On Thursday evening, 17 January, my computer froze in the middle of a project I was working on. Just like that, everything locked up. I tried to turn the computer off. It wouldn’t turn off. It was frozen. I felt my heart sink and I felt helpless–I had no idea what to do.
John often shakes his head at the computer predicaments I get myself into. “I don’t know how you do it . . . ,” he’ll usually say. Then he’ll patiently help me sort out my situations until I’m up and running again. This time even he couldn’t fix the problem.
I spent all day Friday without my computer. John’s techies at work had at it. “I don’t Dare go home without this computer,” he told them. He was right. When bad things happen to my computer, it also freezes my heart. My computer is like my heart. It’s the center of my days, my work, my connections to others. My computer holds my words, my dead people, my living people, my dearest friends, my photos, my memories. It is my heart.
My computer came home Friday evening with John. They’d emptied it, wiped it clean, installed a new “operating system” and then poured everything back into it. I feel like I’ve had a heart transplant. I’m beating again, but not in exactly the same way. I’ve got to break things in again, feel the new flow of things. There are a few very important connections that are not yet reconnected. Like my mailing lists and email contacts.

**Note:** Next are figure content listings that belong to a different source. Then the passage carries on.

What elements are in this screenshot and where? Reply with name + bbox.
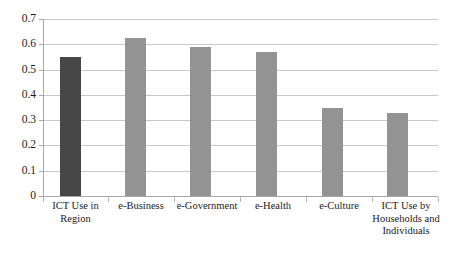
- y-axis-label-0.2: 0.2: [0, 140, 36, 152]
- x-axis-label-line: e-Health: [240, 200, 306, 213]
- y-axis-label-0.1: 0.1: [0, 165, 36, 177]
- x-axis-label-e-culture: e-Culture: [306, 200, 372, 213]
- x-axis-label-e-government: e-Government: [174, 200, 240, 213]
- y-tick-mark-0.4: [39, 95, 43, 96]
- x-axis-label-e-health: e-Health: [240, 200, 306, 213]
- y-tick-mark-0.2: [39, 145, 43, 146]
- bar-e-health: [256, 52, 277, 196]
- x-axis-label-e-business: e-Business: [108, 200, 174, 213]
- x-axis-label-line: Individuals: [370, 225, 442, 238]
- bar-ict-use-by-households-and-individuals: [387, 113, 408, 196]
- y-tick-mark-0.1: [39, 171, 43, 172]
- bar-e-government: [190, 47, 211, 196]
- y-tick-mark-0.5: [39, 70, 43, 71]
- bar-ict-use-in-region: [60, 57, 81, 196]
- gridline-0.1: [43, 171, 438, 172]
- x-axis-label-line: Region: [43, 213, 108, 226]
- gridline-0.3: [43, 120, 438, 121]
- y-axis-label-0.6: 0.6: [0, 39, 36, 51]
- gridline-0.6: [43, 44, 438, 45]
- y-axis-label-0.7: 0.7: [0, 13, 36, 25]
- x-axis-label-ict-use-by-households-and-individuals: ICT Use by Households and Individuals: [370, 200, 442, 238]
- gridline-0.7: [43, 19, 438, 20]
- x-axis-label-line: ICT Use in: [43, 200, 108, 213]
- y-axis-line: [43, 19, 44, 197]
- plot-area: [43, 19, 438, 196]
- x-axis-label-line: e-Culture: [306, 200, 372, 213]
- y-axis-label-0: 0: [0, 190, 36, 202]
- gridline-0.5: [43, 70, 438, 71]
- x-axis-label-line: e-Government: [174, 200, 240, 213]
- y-tick-mark-0.7: [39, 19, 43, 20]
- bar-e-business: [125, 38, 146, 196]
- y-tick-mark-0.3: [39, 120, 43, 121]
- y-axis-label-0.3: 0.3: [0, 114, 36, 126]
- gridline-0.4: [43, 95, 438, 96]
- x-axis-label-line: ICT Use by: [370, 200, 442, 213]
- bar-chart: 0.7 0.6 0.5 0.4 0.3 0.2 0.1 0 ICT Use in…: [0, 0, 460, 256]
- x-axis-label-line: e-Business: [108, 200, 174, 213]
- y-tick-mark-0.6: [39, 44, 43, 45]
- y-axis-label-0.4: 0.4: [0, 89, 36, 101]
- x-axis-label-line: Households and: [370, 213, 442, 226]
- x-axis-label-ict-use-in-region: ICT Use in Region: [43, 200, 108, 225]
- gridline-0.2: [43, 145, 438, 146]
- y-axis-label-0.5: 0.5: [0, 64, 36, 76]
- bar-e-culture: [322, 108, 343, 197]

I’ve now spent 2 days without computer connection to my friends and students. I feel very isolated and separate. I have a greater sense of my dependence on technology to stay connected to those I love and enjoy. I am so grateful for all the invisible things that happen behind my computer screens that keep me connected. I pray for those little parts and pieces all the time. I appreciate them. I hope they will be healed soon so I can carry on. I have work to do.